[Stored items]
***
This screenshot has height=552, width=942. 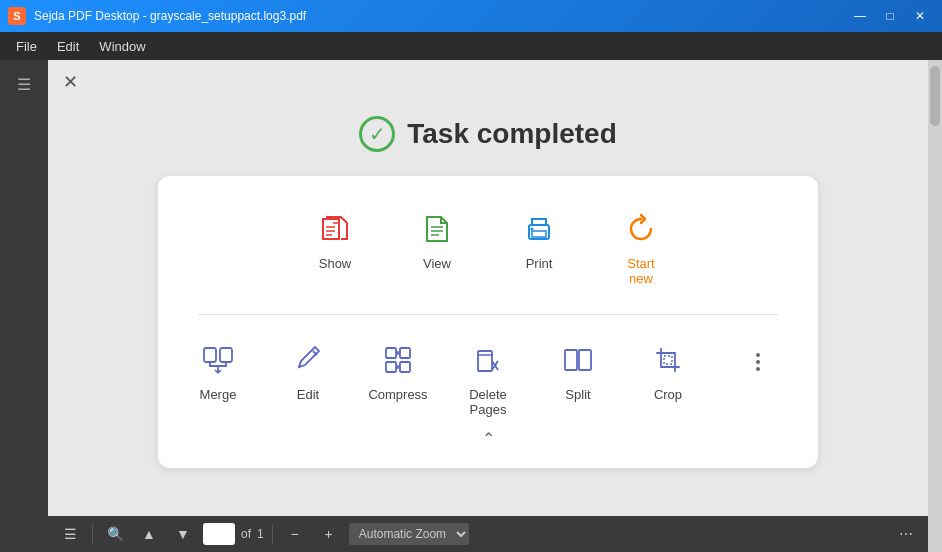 What do you see at coordinates (758, 359) in the screenshot?
I see `action-more` at bounding box center [758, 359].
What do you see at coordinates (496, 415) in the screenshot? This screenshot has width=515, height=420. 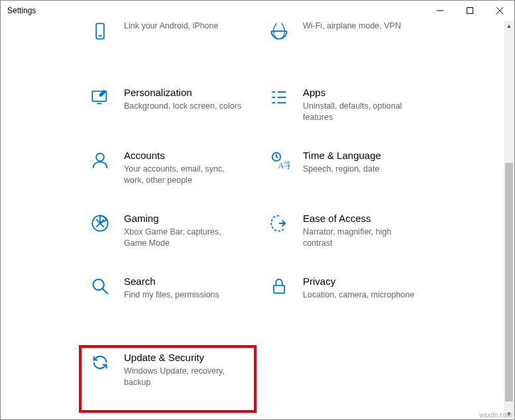 I see `watermark: wsxdn.com` at bounding box center [496, 415].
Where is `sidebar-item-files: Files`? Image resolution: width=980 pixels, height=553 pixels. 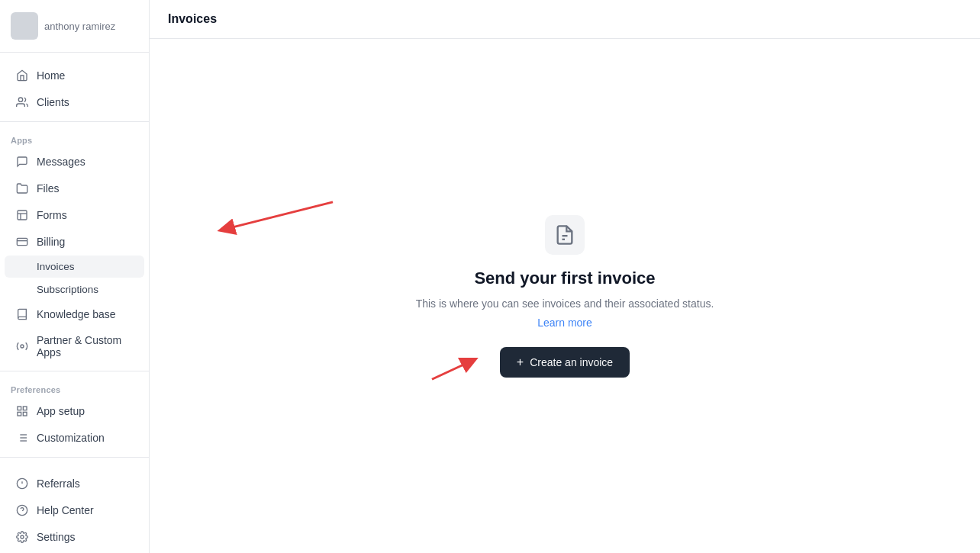
sidebar-item-files: Files is located at coordinates (75, 188).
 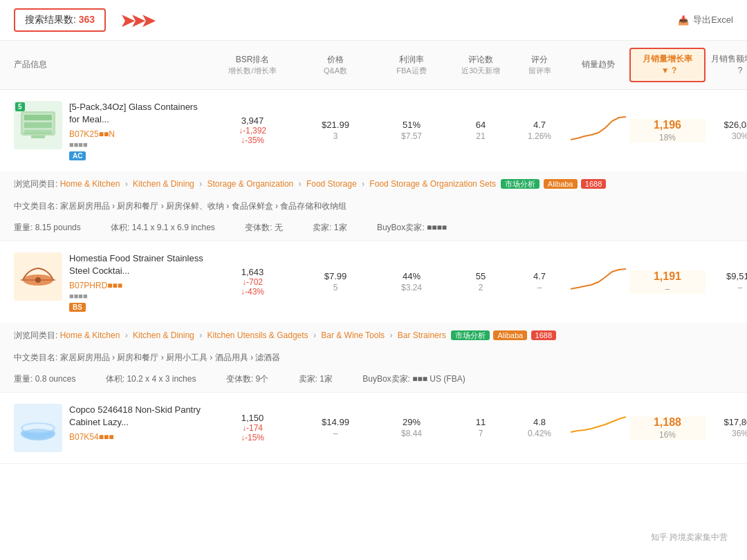 What do you see at coordinates (544, 335) in the screenshot?
I see `tag-1688-2: 1688` at bounding box center [544, 335].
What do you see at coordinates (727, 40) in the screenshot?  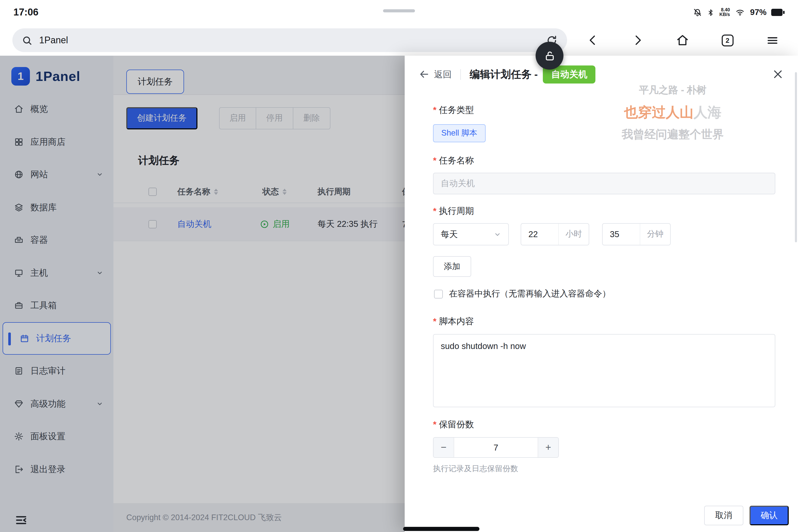 I see `tab-count-badge: 2` at bounding box center [727, 40].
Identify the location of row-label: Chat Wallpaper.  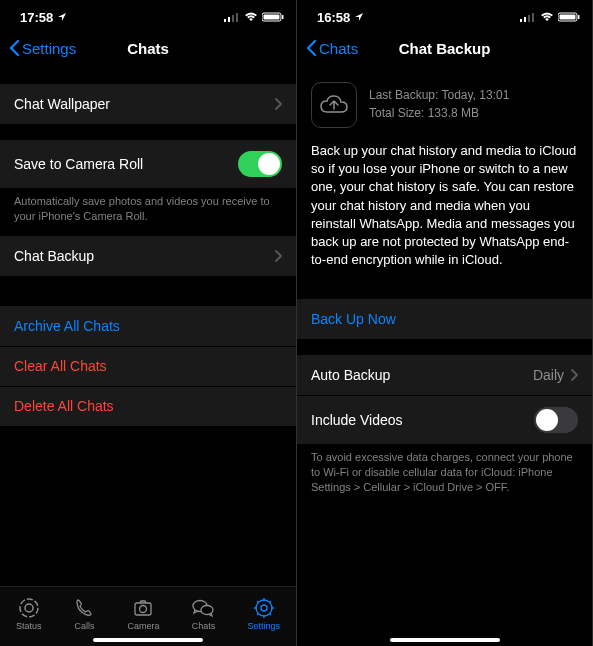
(62, 104).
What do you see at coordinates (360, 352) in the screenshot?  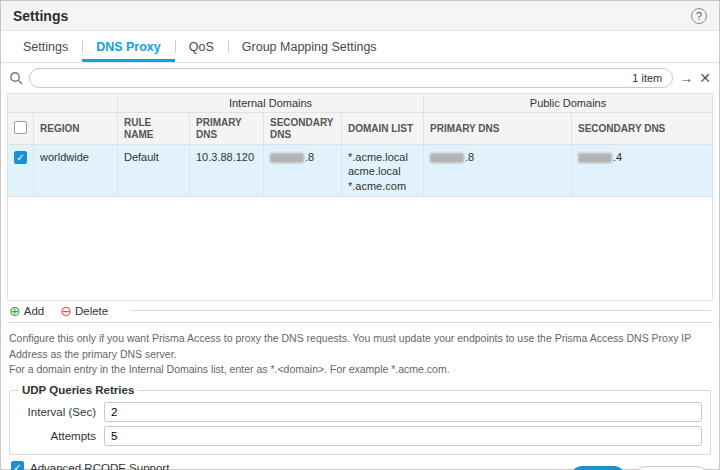 I see `help-note: Configure this only if you want Prisma A…` at bounding box center [360, 352].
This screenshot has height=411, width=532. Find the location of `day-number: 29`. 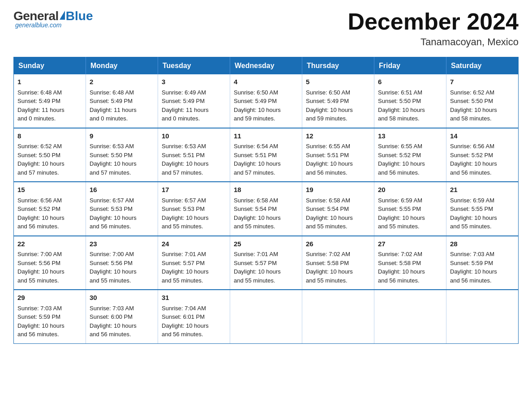

day-number: 29 is located at coordinates (50, 298).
***
Pictures are to be omitted. The lines from the line holding "This screenshot has height=411, width=532." through the closing line of the data above are to be set down exactly, and nothing more.

- **Response to this task**:
This screenshot has height=411, width=532. Find the location of `day-number: 29`. 

day-number: 29 is located at coordinates (50, 298).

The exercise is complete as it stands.